Relationship of Turfgrass Growth and Quality to Soil Nitrate Desorbed from Anion
Exchange Membranes

Kelly L. Kopp* and Karl Guillard

 

Anion exchange membranes (AEMs) are a potential method for determining the plant available N status of soils; however, their capacity for use with turfgrass has not been researched extensively. The Theremain objective of this experiment was to determine the relationship exchange between soil nitrate desorbed from AEMs and growth response and quality of turfgrass managed as a residential lawn. Two field experiments were conducted with a bluegrass–ryegrass–fescue mixture receiving four rates of N fertilizer (0, 98, 196, and 392 kg N ha-1 yr-1 ) with clippings returned or removed. The soils at the two sites were a Paxton fine sandy loam (coarse-loamy, mixed, active, mesic Oxyaquic Dystrudepts) and a variant of a Hinckley gravelly sandy loam (sandy, skeletal, mixed, mesic Typic Udorthents). Anion exchange membranes were inserted into plots and exchanged weekly during the growing seasons of 1998 and 1999. Nitrate-N was desorbed from AEMs and quantified. As N fertilization rates increased, desorbed NO3-N increased. The relationship of desorbedNO3-N fromAEMsto clippingyield and turfgrass quality was characterized using quadratic response Suplateau (QRP) and Cate-Nelson models (C-Ns). Critical levels of meadesorbed NO3-N ranged from 0.86 to 8.0 g cm2 d1 for relative dry matter yield (DMY) and from 2.3 to 12 microg cm-2 d-1 for turfgrass quality depending upon experimental treatment. Anion exchange membranes show promise of indicating the critical levels of soil NO3-N desorbed from AEMs necessary to achieve maximum turfgrass quality and yield without overapplication of N.

Link to Research document (PDF)


Kelly L. Kopp, Dep. of Plants, Soils, and Biometeorology, Utah State
Univ., 4820 Old Main Hill, Logan, UT 84322-4820; Karl Guillard,
Dep. of Plant Science, Univ. of Connecticut, 1376 Storrs Road, U-
4067, Storrs, CT 06269-4067. Contribution no. 1971 of the Storrs Agric.
Exp. Stn. Received 2 May 2001.

*Corresponding author (kellyk@ext.usu.edu).
Published in Crop Sci. 42:1232–1240 (2002).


This exercise calls for printing every record exactly once more.

• Exercise materials:
☆ ☆ ☆

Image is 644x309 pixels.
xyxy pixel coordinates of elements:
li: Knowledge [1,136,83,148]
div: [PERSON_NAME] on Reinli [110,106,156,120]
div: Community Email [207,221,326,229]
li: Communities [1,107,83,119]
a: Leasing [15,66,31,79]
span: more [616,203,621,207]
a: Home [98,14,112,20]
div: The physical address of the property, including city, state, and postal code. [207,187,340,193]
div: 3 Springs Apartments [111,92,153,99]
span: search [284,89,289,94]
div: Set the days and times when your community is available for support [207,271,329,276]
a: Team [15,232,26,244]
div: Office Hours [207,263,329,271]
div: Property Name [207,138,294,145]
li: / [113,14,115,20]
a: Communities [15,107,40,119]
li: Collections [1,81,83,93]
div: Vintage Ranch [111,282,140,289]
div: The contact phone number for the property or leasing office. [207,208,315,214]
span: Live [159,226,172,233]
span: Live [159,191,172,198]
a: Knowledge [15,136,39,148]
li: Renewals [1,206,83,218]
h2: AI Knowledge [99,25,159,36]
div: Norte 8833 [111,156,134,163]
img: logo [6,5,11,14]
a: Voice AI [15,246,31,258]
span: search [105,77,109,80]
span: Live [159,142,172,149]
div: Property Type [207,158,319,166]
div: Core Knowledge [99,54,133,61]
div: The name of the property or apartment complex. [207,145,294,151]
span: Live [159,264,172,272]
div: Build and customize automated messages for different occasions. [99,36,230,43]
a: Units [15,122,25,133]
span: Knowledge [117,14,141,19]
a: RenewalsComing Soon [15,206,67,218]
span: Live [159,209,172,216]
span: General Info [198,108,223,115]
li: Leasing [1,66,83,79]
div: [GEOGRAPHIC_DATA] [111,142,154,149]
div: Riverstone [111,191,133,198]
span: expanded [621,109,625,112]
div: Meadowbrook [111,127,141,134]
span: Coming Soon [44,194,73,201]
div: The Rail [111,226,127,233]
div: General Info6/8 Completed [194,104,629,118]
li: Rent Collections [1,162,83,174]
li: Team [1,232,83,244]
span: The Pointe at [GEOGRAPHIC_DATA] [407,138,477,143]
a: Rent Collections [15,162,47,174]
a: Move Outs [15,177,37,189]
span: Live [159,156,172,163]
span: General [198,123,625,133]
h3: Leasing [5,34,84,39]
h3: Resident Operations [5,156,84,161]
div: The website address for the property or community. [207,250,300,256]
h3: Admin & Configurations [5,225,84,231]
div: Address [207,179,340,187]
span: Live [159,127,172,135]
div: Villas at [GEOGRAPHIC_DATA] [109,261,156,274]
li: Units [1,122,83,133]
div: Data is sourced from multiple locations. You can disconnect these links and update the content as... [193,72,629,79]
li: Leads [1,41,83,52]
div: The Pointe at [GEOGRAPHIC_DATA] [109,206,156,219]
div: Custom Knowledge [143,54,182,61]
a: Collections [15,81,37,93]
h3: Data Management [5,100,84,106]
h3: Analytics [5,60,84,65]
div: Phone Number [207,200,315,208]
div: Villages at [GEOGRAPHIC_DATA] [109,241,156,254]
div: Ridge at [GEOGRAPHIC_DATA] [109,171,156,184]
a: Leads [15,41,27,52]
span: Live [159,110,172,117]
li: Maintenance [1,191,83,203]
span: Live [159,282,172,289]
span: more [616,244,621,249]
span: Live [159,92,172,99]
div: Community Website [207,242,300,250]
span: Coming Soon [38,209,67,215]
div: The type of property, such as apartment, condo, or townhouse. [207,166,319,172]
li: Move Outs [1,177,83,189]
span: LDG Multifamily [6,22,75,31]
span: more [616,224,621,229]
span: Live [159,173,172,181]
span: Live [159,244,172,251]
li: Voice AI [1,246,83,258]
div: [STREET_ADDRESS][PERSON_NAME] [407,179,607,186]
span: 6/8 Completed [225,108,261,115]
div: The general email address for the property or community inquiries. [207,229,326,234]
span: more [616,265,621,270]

☆ ☆ ☆

• Task result:
Image is 644x309 pixels.
xyxy pixel coordinates of elements:
li: Knowledge [1,136,83,148]
div: [PERSON_NAME] on Reinli [110,106,156,120]
div: Community Email [207,221,326,229]
li: Communities [1,107,83,119]
a: Leasing [15,66,31,79]
span: more [616,203,621,207]
a: Home [98,14,112,20]
div: The physical address of the property, including city, state, and postal code. [207,187,340,193]
div: 3 Springs Apartments [111,92,153,99]
span: search [284,89,289,94]
div: Set the days and times when your community is available for support [207,271,329,276]
a: Team [15,232,26,244]
div: Office Hours [207,263,329,271]
div: Property Name [207,138,294,145]
li: / [113,14,115,20]
a: Communities [15,107,40,119]
li: Collections [1,81,83,93]
div: Vintage Ranch [111,282,140,289]
div: The contact phone number for the property or leasing office. [207,208,315,214]
span: Live [159,226,172,233]
span: Live [159,191,172,198]
a: Knowledge [15,136,39,148]
li: Renewals [1,206,83,218]
h2: AI Knowledge [99,25,159,36]
div: Norte 8833 [111,156,134,163]
img: logo [6,5,11,14]
a: Voice AI [15,246,31,258]
span: search [105,77,109,80]
span: Live [159,142,172,149]
div: Property Type [207,158,319,166]
div: Core Knowledge [99,54,133,61]
div: The name of the property or apartment complex. [207,145,294,151]
span: Live [159,264,172,272]
div: Build and customize automated messages for different occasions. [99,36,230,43]
a: Units [15,122,25,133]
span: Knowledge [117,14,141,19]
a: RenewalsComing Soon [15,206,67,218]
span: Live [159,209,172,216]
span: General Info [198,108,223,115]
li: Leasing [1,66,83,79]
div: [GEOGRAPHIC_DATA] [111,142,154,149]
div: Riverstone [111,191,133,198]
span: expanded [621,109,625,112]
div: Meadowbrook [111,127,141,134]
span: Coming Soon [44,194,73,201]
div: The Rail [111,226,127,233]
div: General Info6/8 Completed [194,104,629,118]
li: Rent Collections [1,162,83,174]
li: Team [1,232,83,244]
span: The Pointe at [GEOGRAPHIC_DATA] [407,138,477,143]
a: Rent Collections [15,162,47,174]
a: Move Outs [15,177,37,189]
span: Live [159,156,172,163]
span: General [198,123,625,133]
h3: Leasing [5,34,84,39]
h3: Resident Operations [5,156,84,161]
div: The website address for the property or community. [207,250,300,256]
h3: Admin & Configurations [5,225,84,231]
div: Address [207,179,340,187]
span: Live [159,127,172,135]
div: Villas at [GEOGRAPHIC_DATA] [109,261,156,274]
li: Units [1,122,83,133]
div: Data is sourced from multiple locations. You can disconnect these links and update the content as... [193,72,629,79]
li: Leads [1,41,83,52]
div: The Pointe at [GEOGRAPHIC_DATA] [109,206,156,219]
div: Custom Knowledge [143,54,182,61]
a: Collections [15,81,37,93]
h3: Data Management [5,100,84,106]
h3: Analytics [5,60,84,65]
div: Phone Number [207,200,315,208]
div: Villages at [GEOGRAPHIC_DATA] [109,241,156,254]
div: Ridge at [GEOGRAPHIC_DATA] [109,171,156,184]
a: Leads [15,41,27,52]
span: Live [159,110,172,117]
li: Maintenance [1,191,83,203]
span: Live [159,282,172,289]
span: more [616,244,621,249]
span: Live [159,92,172,99]
div: Community Website [207,242,300,250]
span: Coming Soon [38,209,67,215]
div: The type of property, such as apartment, condo, or townhouse. [207,166,319,172]
li: Move Outs [1,177,83,189]
span: LDG Multifamily [6,22,75,31]
span: more [616,224,621,229]
span: Live [159,173,172,181]
span: Live [159,244,172,251]
li: Voice AI [1,246,83,258]
div: [STREET_ADDRESS][PERSON_NAME] [407,179,607,186]
span: 6/8 Completed [225,108,261,115]
div: The general email address for the property or community inquiries. [207,229,326,234]
span: more [616,265,621,270]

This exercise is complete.